Early in 2001, Scott and Gaertner set up a working committee with two other parents, as well as specialists from organisations such as Alpha School, Autism Western Cape and Vera School, to hammer out ideas about setting up a facility that would cater for Donovan and others, a place where they would have round-the-clock supervision and support, and where they would experience some quality of life.
Scott's idea was to turn her home into such a facility, while she and the rest of her family moved into a smaller house a minute's drive away. In November 2001, Hurdy Gurdy House opened its doors. More than a holding place, residents go for walks or a swim, participate in some arts and crafts activities, and go on special outings, all part of a structured routine
.It's an expensive operation though, requiring 10 staff members. Families have to pay R4 500 month for each resident, while one person - a resident prone to bouts of violence - is housed in a secure unit that costs R10 000 per month to run. The house is some R6 000 in the red most months. Families do what fundraising they can, but receive no help from the State, although that may change sometime in the near future. Recently, however, Hurdy Gurdy did receive a windfall of some R180 000 from Scott's doctoral supervisor, Professor George Ellis, who won a purse of roughly R10-million as part of his Templeton Prize for Progress Toward Research or Discoveries About Spiritual Realities in March this year.
Administration and funding worries aside, there's no denying that Hurdy Gurdy House has made things easier on the rest of the family. Scott gave birth to a third child, Hannah, in 2002 (much is made of the fact that she was born nine months to the day after Hurdy Gurdy was opened). And she finally wrapped up her doctoral thesis on legitimacy and decision-making in developmental local government (where and how its money should be spent), and graduated in June this year.
But Hurdy Gurdy House and Donovan are never far away. He spends Saturdays at the family home, and although it's clear he enjoys his stays, he's never quite at ease in an environment that's not quite "Donovan-friendly", says Scott. Charlotte, who still has her hair unceremoniously and painfully yanked, regularly wanders over to Hurdy Gurdy to sit with her brother.

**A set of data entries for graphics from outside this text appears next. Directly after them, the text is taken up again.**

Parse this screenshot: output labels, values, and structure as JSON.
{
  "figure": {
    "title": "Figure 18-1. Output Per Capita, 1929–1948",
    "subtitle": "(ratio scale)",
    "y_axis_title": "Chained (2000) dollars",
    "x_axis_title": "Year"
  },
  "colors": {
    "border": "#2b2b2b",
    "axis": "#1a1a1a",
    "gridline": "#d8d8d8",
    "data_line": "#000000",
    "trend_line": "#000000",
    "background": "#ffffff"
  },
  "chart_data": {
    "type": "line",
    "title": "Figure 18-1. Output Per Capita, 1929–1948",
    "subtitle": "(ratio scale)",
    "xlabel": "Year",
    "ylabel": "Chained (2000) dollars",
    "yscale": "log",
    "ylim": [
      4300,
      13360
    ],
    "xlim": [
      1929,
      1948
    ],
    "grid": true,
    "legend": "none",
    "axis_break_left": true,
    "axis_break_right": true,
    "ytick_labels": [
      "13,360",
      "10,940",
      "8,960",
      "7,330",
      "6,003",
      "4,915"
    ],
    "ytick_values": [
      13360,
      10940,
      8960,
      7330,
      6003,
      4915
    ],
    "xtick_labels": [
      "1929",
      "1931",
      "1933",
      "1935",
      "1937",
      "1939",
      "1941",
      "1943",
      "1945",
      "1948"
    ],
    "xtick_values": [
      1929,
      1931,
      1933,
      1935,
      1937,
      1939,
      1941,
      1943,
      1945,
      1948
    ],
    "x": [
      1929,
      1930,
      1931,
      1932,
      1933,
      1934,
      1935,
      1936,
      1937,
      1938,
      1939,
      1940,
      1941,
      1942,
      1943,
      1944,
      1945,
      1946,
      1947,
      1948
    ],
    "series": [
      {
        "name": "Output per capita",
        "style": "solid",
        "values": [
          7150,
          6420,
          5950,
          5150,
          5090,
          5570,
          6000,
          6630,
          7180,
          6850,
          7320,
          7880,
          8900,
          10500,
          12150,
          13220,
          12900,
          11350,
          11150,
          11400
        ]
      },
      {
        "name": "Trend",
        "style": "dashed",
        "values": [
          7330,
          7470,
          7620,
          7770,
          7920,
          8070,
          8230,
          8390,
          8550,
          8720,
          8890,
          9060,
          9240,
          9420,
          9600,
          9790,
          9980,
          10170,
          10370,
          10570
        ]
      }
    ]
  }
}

The house, "furnished" to suit its residents who do not take kindly to paraphernalia or distractions, may not be everybody's idea of homey. There's a security gate to the kitchen, a dangerous place in any home but more so at Hurdy Gurdy (medication is also stored in the kitchen). The lights have also been secured to the walls, and the windows all sport shatterproof glass (one of the first lessons Scott and Gaertner learned).
Any doubts that Scott may have about Hurdy Gurdy House slip away when she happens on her son staring contentedly out of his room window. "When I see him there, and I see him sitting calmly, or interacting with others, I know it's a success. I know that it works for him, that it's the right environment for him."
Both, it would appear, have found some peace of mind.